Kara started to speak, but Tina kept going. “I eat at the same places he likes. I forget to wear makeup—he liked me like that, can you believe it? And you know where I’m going from here? To the boat store. Just to look at stuff. I’m even thinking of taking a sailing class.”
“You told me you liked sailing.”
“Am I depressed? Schizoid? What?”
Kara looked into her friend’s lovesick face. “Maybe you’re changing. Did you think of that?”
“Changing?”
“Yeah. Maybe you’re developing new interests. You thought Tom was making you change, but maybe you were doing it on your own.”
“That’s too easy. I must just be in one of the stages of grief.”
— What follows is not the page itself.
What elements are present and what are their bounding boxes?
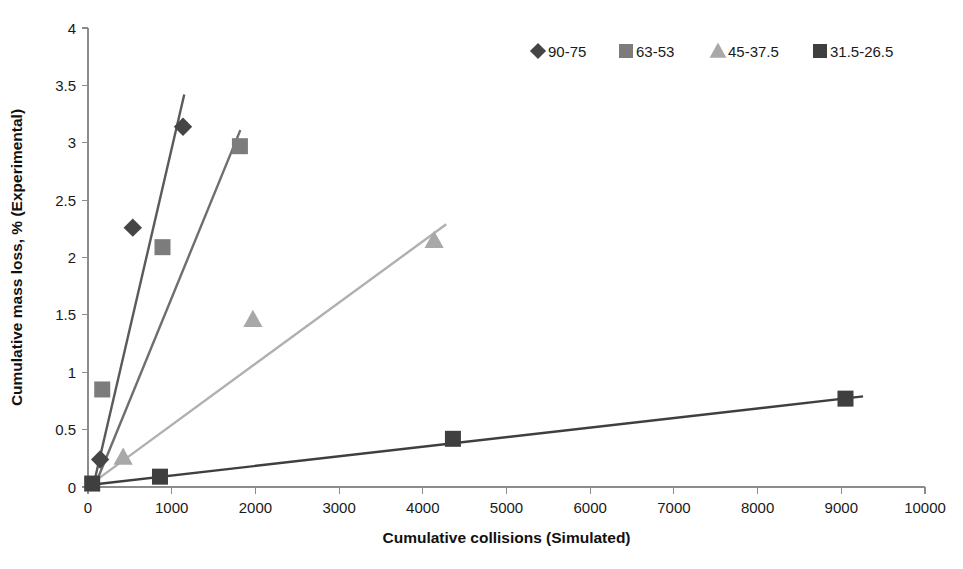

“How do you feel about the new things you’re doing—wearing less makeup, not partying, learning about sailing?”
Tina’s gaze was anxious, confused and a little hopeful. “How do I feel about them? Well, I don’t mind, really. It made me nervous when I was with Tom—like I was giving in, you know?”
“But you’re still living like that.”
“Yeah. I am. Hmm.” She kept chewing the sausage stick, but her face began to brighten like a dimmer switch flaring toward full power. “So maybe this is the way I really am? And it’s not just for him?”
“Sounds reasonable.” She had to be very, very careful or she’d scare skittish Tina away from what she wanted.